(136 days)
The LANDAUER® microSTAR®ii Medical Dosimetry System provides an accurate, reliable and easy-to-use dosimeter and reader intended for use in measuring dose on-phantom or on-patient in medical dosimetry applications, such as radiotherapy and diagnostic radiology. When used to measure patient dose, the system is used to provide a secondary verification of radiation dose as a means of Quality Control for the primary dose calculation method. The output of the microSTAR®ii system is not used to adjust the dose to the patient.
The LANDAUER® microSTARii Medical Dosimetry System consists of the following components to provide secondary verification of dose from various radiotherapy and diagnostic imaging devices: Dosimeter (nanoDot) to record radiation during radiation exposure. Reading device (microSTARii Reader) for reading the radiation dose recorded by the dosimeter. microSTARii Software Application, a simple software tool that the user interacts with for radiation dose calculation, dose reporting, managing and storing data. 2D barcode scanner. Calibration Dosimeter Set (nanoDots) for QC/Calibration.
The provided text is a 510(k) summary for the microSTARii Medical Dosimetry System. It is an application for a medical device that measures radiation dose, not an AI/ML device that requires typical acceptance criteria and validation studies as outlined in the prompt.
Therefore, many of the requested details about acceptance criteria, study methodologies (like data provenance, expert ground truth, MRMC studies, standalone performance, training sets, etc.), which are standard for AI/ML device submissions, are not applicable to this document. This document describes a physical dosimetry system (hardware and software) used for quality control in medical dosimetry, not an AI algorithm that makes diagnostic or prognostic predictions.
Specifically, the document states:
- "No mandatory performance standards have been established for this device (Section 514 of the Act)."
- "Clinical testing was not necessary to support substantial equivalence of the proposed device to the predicate device."
This indicates that the validation approach focuses on non-clinical performance (bench testing, software testing, EMC) to demonstrate substantial equivalence to a predicate, rather than human-in-the-loop or standalone AI performance.
Given this, I cannot extract the information required by the prompt regarding acceptance criteria and study methodologies as they relate to an AI/ML device.
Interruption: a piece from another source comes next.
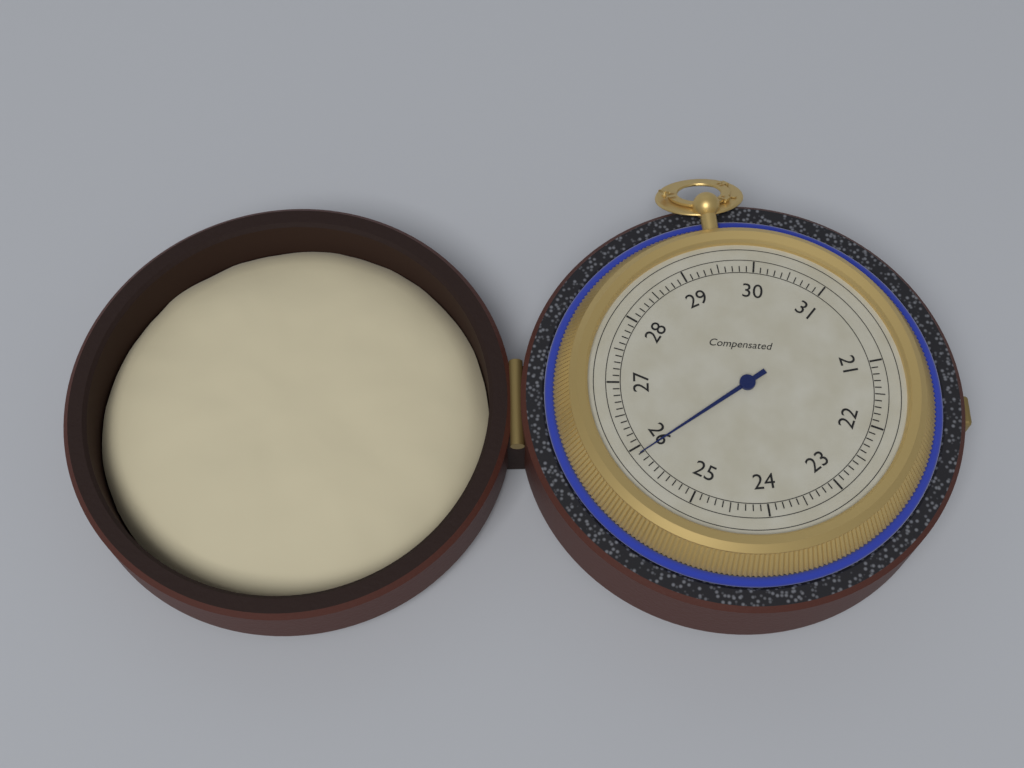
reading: 25.9 (no unit)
The acceptance criteria and study described are for a traditional medical device's performance, safety, and effectiveness.
§ 892.5050 Medical charged-particle radiation therapy system.
(a)
Identification. A medical charged-particle radiation therapy system is a device that produces by acceleration high energy charged particles (e.g., electrons and protons) intended for use in radiation therapy. This generic type of device may include signal analysis and display equipment, patient and equipment supports, treatment planning computer programs, component parts, and accessories.(b)
Classification. Class II. When intended for use as a quality control system, the film dosimetry system (film scanning system) included as an accessory to the device described in paragraph (a) of this section, is exempt from the premarket notification procedures in subpart E of part 807 of this chapter subject to the limitations in § 892.9.